Iran sanctionsBoomerang: Democrats say they would delay vote on Iran sanctions bill

Published 28 January 2015

Senator Robert Menendez (D-New Jersey) announced during a Senate hearing yesterday (Tuesday) that he and other Senate Democrats would not support bringing the sanctions bill he cosponsored with Senator Mark Kirk (R-Illinois) to the floor until at least 24 March. Menendez has led a small group of Democrats who were critical of the administration’s handling of the talks with Iran over the latter’s nuclear program talks. The bi-partisan approach to the sanctions issue collapsed in the face of what Democrats considered to be a clumsy politicization of the issue by Speaker John Boehner (R-Ohio), Israel’s prime minister Benjamin Netanyahu, and Israel’s ambassador to the United States, Ron Dermer. Dermer suggested to Boehner the idea of inviting Netanyahu to speak in front of Congress to criticize the administration’s policy. Netanyahu is lagging in the polls behind the center-left camp in the 17 March parliamentary elections in Israel, and Dermer, one of Netanyahu’s closest political advisers, believed the speech would boost Netanyahu’s standing in Israel. The process of the invitation was not less problematic than the invitation itself: In an unprecedented break with protocol, Boehner and Dermer did not bother to consult with, or even inform, the White House or the Department of State that they were arranging for a foreign head of state to speak before Congress.

Senator Robert Menendez (D-New Jersey) announced during a Senate hearing yesterday (Tuesday) that he and other Senate Democrats would not support bringing the sanctions bill he cosponsored with Senator Mark Kirk (R-Illinois) to the floor until at least 24 March.

Menendez has led a small group of Democrats who were critical of the administration’s handling of the talks with Iran over the latter’s nuclear program. The harsh sanctions imposed on Iran over the years are still in place: the only exchange so far between Iran and the P5+1 group negotiating with it has been for Iran to dilute its stock of 20 percent enriched uranium and allow greater access by IAEA inspectors to its nuclear facilities in exchange for the United States unfreezing some of the Iranian funds kept in U.S. banks.

The bill authored by Kirk and Menendez detailed the even harsher sanctions which would be imposed on Iran, in addition to the sanctions currently in place, in the event the negotiations with Iran failed.

President Obama and the leaders of the P5+1 (the five permanent members of the Security Council plus the EU) argued that passing such legislation now, before the talks have concluded, would show bad faith on the part of the United States, and would likely scuttle the talks.

The other members of the group negotiating with Iran said the bill, if passed, would fracture the group, destroy its unity, and would lead to the three results the bill’s authors say they are trying to prevent: The United States would be blamed for the collapse of the negotiations; the sanctions regime will weaken, rather than be strengthened; and Iran will embark on a crash program to develop a nuclear arsenal.

At that point, there will be only two options left on the table: accept a nuclear-armed Iran, or launch a military campaign against it to destroy its nuclear facilities.

Obama argued that since everybody is already viewing Iran with suspicion, getting an additional-sanctions bill through Congress would take a day or two, so if the talks with Iran ended in failure, new sanctions legislation would follow immediately.

Still, most GOP senators and a handful of Democrats thought it would be a good idea to pass such a bill now, letting the Iranian know in advance what was in store for them if the talks failed.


Look through the entries and report how many lines include the word "radial". Give the number alone.

- **The data**:
================

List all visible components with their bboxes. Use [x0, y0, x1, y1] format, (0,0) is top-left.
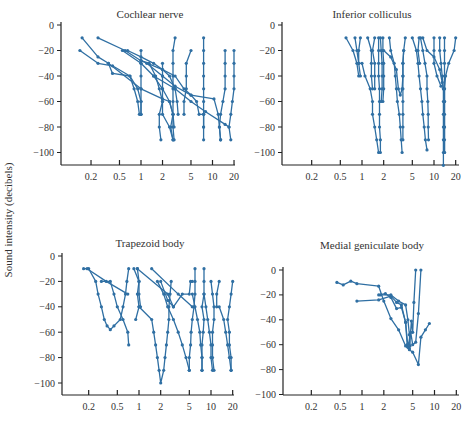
data-point	[97, 293, 100, 296]
data-point	[382, 74, 385, 77]
x-tick-label: 2	[158, 401, 163, 412]
data-point	[373, 125, 376, 128]
data-point	[185, 74, 188, 77]
data-point	[419, 336, 422, 339]
x-tick-label: 0.5	[111, 401, 124, 412]
data-point	[166, 305, 169, 308]
data-point	[206, 318, 209, 321]
y-tick-label: −60	[38, 96, 54, 107]
tuning-curve	[380, 38, 382, 102]
data-point	[371, 49, 374, 52]
data-point	[401, 62, 404, 65]
y-tick-label: 0	[50, 251, 55, 262]
x-tick-label: 2	[381, 171, 386, 182]
series-unit12	[411, 36, 429, 151]
data-point	[189, 49, 192, 52]
data-point	[353, 36, 356, 39]
data-point	[453, 49, 456, 52]
data-point	[189, 94, 192, 97]
data-point	[373, 62, 376, 65]
y-tick-label: −20	[259, 45, 275, 56]
data-point	[425, 49, 428, 52]
data-point	[222, 318, 225, 321]
tuning-curve	[383, 38, 384, 102]
x-tick-label: 20	[451, 171, 461, 182]
data-point	[401, 74, 404, 77]
data-point	[357, 62, 360, 65]
data-point	[126, 49, 129, 52]
data-point	[200, 356, 203, 359]
data-point	[82, 267, 85, 270]
data-point	[81, 36, 84, 39]
data-point	[398, 113, 401, 116]
data-point	[202, 138, 205, 141]
data-point	[382, 300, 385, 303]
panel-title: Cochlear nerve	[117, 8, 184, 20]
data-point	[426, 100, 429, 103]
data-point	[137, 305, 140, 308]
data-point	[401, 113, 404, 116]
data-point	[136, 267, 139, 270]
data-point	[170, 280, 173, 283]
data-point	[230, 369, 233, 372]
data-point	[171, 113, 174, 116]
data-point	[219, 138, 222, 141]
x-tick-label: 1	[137, 401, 142, 412]
y-tick-label: −100	[33, 147, 54, 158]
x-tick-label: 5	[410, 401, 415, 412]
data-point	[423, 62, 426, 65]
tuning-curve	[445, 38, 456, 153]
data-point	[139, 74, 142, 77]
data-point	[202, 87, 205, 90]
series-unit16	[226, 280, 234, 372]
y-tick-label: −80	[260, 364, 276, 375]
data-point	[202, 125, 205, 128]
data-point	[109, 280, 112, 283]
data-point	[402, 49, 405, 52]
figure: Cochlear nerve0−20−40−60−80−1000.20.5125…	[0, 0, 475, 423]
series-unit3	[357, 36, 380, 154]
data-point	[139, 87, 142, 90]
data-point	[425, 74, 428, 77]
data-point	[174, 87, 177, 90]
data-point	[156, 356, 159, 359]
data-point	[382, 49, 385, 52]
data-point	[177, 293, 180, 296]
x-tick-label: 20	[451, 401, 461, 412]
data-point	[200, 343, 203, 346]
data-point	[198, 113, 201, 116]
tuning-curve	[137, 269, 171, 383]
data-point	[444, 74, 447, 77]
data-point	[229, 113, 232, 116]
data-point	[218, 125, 221, 128]
data-point	[193, 267, 196, 270]
data-point	[125, 280, 128, 283]
data-point	[137, 280, 140, 283]
tuning-curve	[379, 38, 381, 153]
data-point	[439, 85, 442, 88]
data-point	[145, 62, 148, 65]
data-point	[401, 125, 404, 128]
y-tick-label: 0	[271, 265, 276, 276]
data-point	[172, 318, 175, 321]
data-point	[447, 62, 450, 65]
data-point	[121, 318, 124, 321]
data-point	[427, 138, 430, 141]
data-point	[389, 55, 392, 58]
data-point	[418, 74, 421, 77]
data-point	[438, 68, 441, 71]
data-point	[381, 36, 384, 39]
data-point	[133, 87, 136, 90]
data-point	[204, 110, 207, 113]
data-point	[121, 49, 124, 52]
y-tick-label: −100	[255, 389, 276, 400]
data-point	[159, 381, 162, 384]
data-point	[200, 305, 203, 308]
data-point	[171, 49, 174, 52]
data-point	[371, 100, 374, 103]
data-point	[159, 280, 162, 283]
data-point	[150, 267, 153, 270]
data-point	[211, 343, 214, 346]
x-tick-label: 5	[187, 401, 192, 412]
series-fiber11	[182, 49, 192, 116]
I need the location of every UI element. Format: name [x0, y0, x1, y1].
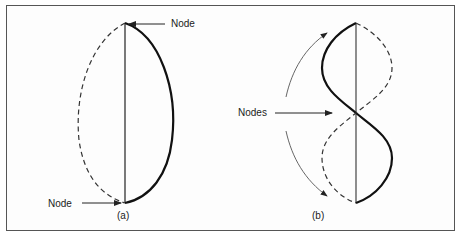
- panel-a: [78, 23, 173, 203]
- caption-b: (b): [312, 211, 324, 221]
- rotation-arrow-lower: [286, 131, 327, 196]
- solid-displacement-b: [322, 23, 392, 203]
- bottom-node-label: Node: [48, 199, 72, 209]
- dashed-displacement-a: [78, 23, 125, 203]
- top-node-label: Node: [171, 19, 195, 29]
- caption-a: (a): [117, 211, 129, 221]
- panel-b: [275, 23, 392, 203]
- nodes-label: Nodes: [238, 108, 267, 118]
- rotation-arrow-upper: [286, 33, 327, 97]
- solid-displacement-a: [125, 23, 173, 203]
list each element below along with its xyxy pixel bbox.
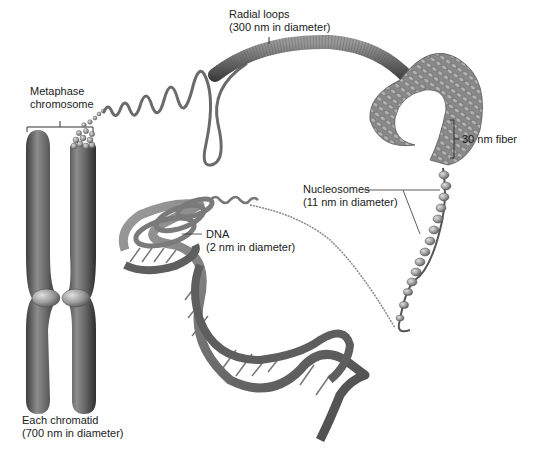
label-each-chromatid: Each chromatid (700 nm in diameter) xyxy=(22,414,124,440)
label-nucleosomes-line2: (11 nm in diameter) xyxy=(303,196,398,209)
label-nucleosomes-line1: Nucleosomes xyxy=(303,183,398,196)
label-chromatid-line2: (700 nm in diameter) xyxy=(22,427,124,440)
label-metaphase-chromosome: Metaphase chromosome xyxy=(30,85,94,111)
label-chromatid-line1: Each chromatid xyxy=(22,414,124,427)
label-30nm-fiber: 30 nm fiber xyxy=(462,133,517,146)
label-nucleosomes: Nucleosomes (11 nm in diameter) xyxy=(303,183,398,209)
label-dna: DNA (2 nm in diameter) xyxy=(206,228,295,254)
chromosome xyxy=(26,109,105,414)
label-radial-line1: Radial loops xyxy=(229,8,331,21)
label-dna-line2: (2 nm in diameter) xyxy=(206,241,295,254)
label-dna-line1: DNA xyxy=(206,228,295,241)
dna-strand xyxy=(250,205,395,328)
coiled-radial-loops xyxy=(104,64,246,165)
30nm-fiber xyxy=(370,53,483,165)
label-radial-loops: Radial loops (300 nm in diameter) xyxy=(229,8,331,34)
radial-loops-fiber xyxy=(215,42,410,80)
label-30nm-line1: 30 nm fiber xyxy=(462,133,517,146)
label-radial-line2: (300 nm in diameter) xyxy=(229,21,331,34)
label-metaphase-line2: chromosome xyxy=(30,98,94,111)
label-metaphase-line1: Metaphase xyxy=(30,85,94,98)
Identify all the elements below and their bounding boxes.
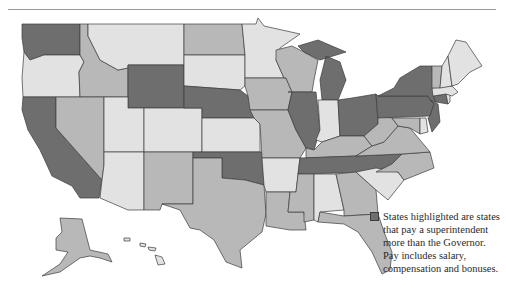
state-new-mexico [144, 152, 193, 210]
state-hawaii [124, 238, 165, 265]
state-arizona [100, 152, 144, 210]
state-kansas [202, 118, 260, 152]
state-delaware [420, 118, 428, 134]
state-north-dakota [184, 24, 245, 55]
state-maine [448, 40, 482, 86]
state-florida [318, 212, 392, 274]
state-alaska [42, 218, 112, 276]
state-wyoming [128, 65, 184, 108]
state-south-dakota [184, 55, 245, 90]
state-indiana [316, 100, 340, 142]
state-arkansas [262, 158, 300, 192]
state-washington [22, 24, 80, 60]
state-iowa [245, 78, 292, 110]
legend-swatch-highlighted [370, 212, 379, 221]
legend-text: States highlighted are states that pay a… [383, 210, 501, 275]
state-pennsylvania [376, 94, 434, 118]
state-colorado [144, 108, 202, 152]
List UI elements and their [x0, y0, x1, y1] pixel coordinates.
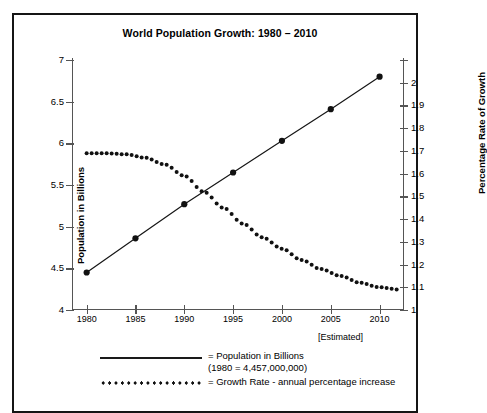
growth-rate-dot — [300, 258, 304, 262]
right-tick-label: 1.1 — [411, 281, 424, 292]
growth-rate-dot — [285, 248, 289, 252]
growth-rate-dot — [320, 267, 324, 271]
population-data-point — [328, 106, 334, 112]
growth-rate-dot — [390, 287, 394, 291]
left-tick-label: 6 — [24, 137, 64, 148]
growth-rate-dot — [115, 152, 119, 156]
population-data-point — [181, 201, 187, 207]
chart-title: World Population Growth: 1980 – 2010 — [60, 27, 380, 39]
growth-rate-dot — [385, 286, 389, 290]
growth-rate-dot — [310, 263, 314, 267]
growth-rate-dot — [265, 237, 269, 241]
growth-rate-dot — [150, 157, 154, 161]
x-tick-label: 1985 — [115, 314, 155, 324]
x-tick-label: 2005 — [311, 314, 351, 324]
right-tick-label: 1.7 — [411, 145, 424, 156]
population-data-point — [376, 74, 382, 80]
growth-rate-dot — [220, 205, 224, 209]
growth-rate-dot — [100, 151, 104, 155]
right-tick — [400, 310, 408, 311]
growth-rate-dot — [235, 218, 239, 222]
growth-rate-dot — [315, 266, 319, 270]
series-layer — [72, 60, 404, 310]
growth-rate-dot — [105, 151, 109, 155]
growth-rate-dot — [175, 170, 179, 174]
growth-rate-dot — [250, 227, 254, 231]
growth-rate-dotted-curve — [85, 151, 399, 291]
growth-rate-dot — [335, 273, 339, 277]
legend-solid-line-swatch — [100, 357, 202, 359]
growth-rate-dot — [185, 175, 189, 179]
left-tick-label: 6.5 — [24, 96, 64, 107]
growth-rate-dot — [160, 162, 164, 166]
growth-rate-dot — [340, 274, 344, 278]
growth-rate-dot — [95, 151, 99, 155]
growth-rate-dot — [345, 275, 349, 279]
population-data-point — [132, 235, 138, 241]
growth-rate-dot — [355, 280, 359, 284]
left-tick-label: 5 — [24, 221, 64, 232]
growth-rate-dot — [330, 271, 334, 275]
population-data-point — [230, 169, 236, 175]
growth-rate-dot — [365, 282, 369, 286]
right-axis-title: Percentage Rate of Growth — [476, 58, 487, 208]
growth-rate-dot — [255, 232, 259, 236]
growth-rate-dot — [280, 247, 284, 251]
growth-rate-dot — [325, 268, 329, 272]
right-tick-label: 1.9 — [411, 99, 424, 110]
growth-rate-dot — [140, 155, 144, 159]
growth-rate-dot — [120, 152, 124, 156]
growth-rate-dot — [240, 221, 244, 225]
growth-rate-dot — [260, 235, 264, 239]
legend-label-population: = Population in Billions — [208, 350, 304, 361]
x-tick-label: 1990 — [164, 314, 204, 324]
growth-rate-dot — [305, 260, 309, 264]
growth-rate-dot — [155, 160, 159, 164]
growth-rate-dot — [360, 281, 364, 285]
growth-rate-dot — [370, 284, 374, 288]
left-tick — [66, 310, 74, 311]
growth-rate-dot — [270, 240, 274, 244]
growth-rate-dot — [130, 153, 134, 157]
legend-label-growth-rate: = Growth Rate - annual percentage increa… — [208, 376, 395, 387]
left-axis-title: Population in Billions — [75, 146, 86, 286]
growth-rate-dot — [210, 195, 214, 199]
left-tick-label: 7 — [24, 54, 64, 65]
plot-area: Population in Billions Percentage Rate o… — [72, 60, 404, 310]
growth-rate-dot — [190, 179, 194, 183]
growth-rate-dot — [90, 151, 94, 155]
right-tick-label: 1.3 — [411, 236, 424, 247]
growth-rate-dot — [195, 185, 199, 189]
right-tick-label: 2 — [411, 77, 416, 88]
left-tick-label: 4 — [24, 304, 64, 315]
growth-rate-dot — [200, 189, 204, 193]
right-tick-label: 1 — [411, 304, 416, 315]
growth-rate-dot — [230, 212, 234, 216]
growth-rate-dot — [225, 207, 229, 211]
growth-rate-dot — [350, 278, 354, 282]
growth-rate-dot — [170, 166, 174, 170]
growth-rate-dot — [290, 252, 294, 256]
growth-rate-dot — [275, 245, 279, 249]
growth-rate-dot — [125, 152, 129, 156]
growth-rate-dot — [135, 154, 139, 158]
growth-rate-dot — [165, 163, 169, 167]
population-data-point — [279, 138, 285, 144]
x-tick-label: 2010 — [360, 314, 400, 324]
right-tick-label: 1.4 — [411, 213, 424, 224]
growth-rate-dot — [180, 173, 184, 177]
right-tick-label: 1.2 — [411, 259, 424, 270]
growth-rate-dot — [375, 285, 379, 289]
right-tick-label: 1.6 — [411, 168, 424, 179]
estimated-note: [Estimated] — [318, 332, 363, 342]
growth-rate-dot — [215, 201, 219, 205]
growth-rate-dot — [205, 191, 209, 195]
legend-sublabel-population-1980: (1980 = 4,457,000,000) — [208, 362, 307, 373]
right-tick-label: 1.5 — [411, 190, 424, 201]
growth-rate-dot — [395, 287, 399, 291]
left-tick-label: 4.5 — [24, 262, 64, 273]
x-tick-label: 2000 — [262, 314, 302, 324]
right-tick-label: 1.8 — [411, 122, 424, 133]
growth-rate-dot — [380, 285, 384, 289]
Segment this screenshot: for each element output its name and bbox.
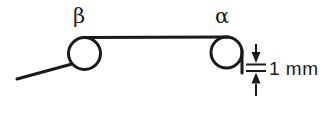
left-pulley-label: β xyxy=(73,4,85,28)
right-pulley-circle xyxy=(211,37,242,68)
right-pulley-label: α xyxy=(215,4,229,28)
figure-container: β α 1 mm xyxy=(0,0,335,123)
horizontal-span-line xyxy=(83,37,228,38)
dimension-label: 1 mm xyxy=(269,58,319,79)
dimension-arrow-upper-head xyxy=(252,52,261,63)
left-pulley-circle xyxy=(69,38,101,70)
incoming-filament-line xyxy=(17,64,72,79)
pulley-diagram: β α 1 mm xyxy=(0,0,335,123)
dimension-arrow-lower-head xyxy=(252,73,261,84)
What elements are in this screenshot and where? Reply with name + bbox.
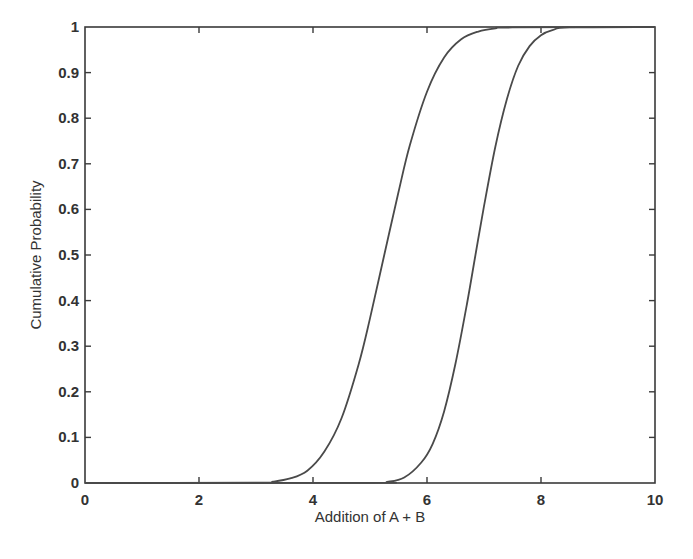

================

- **Problem solution**: 5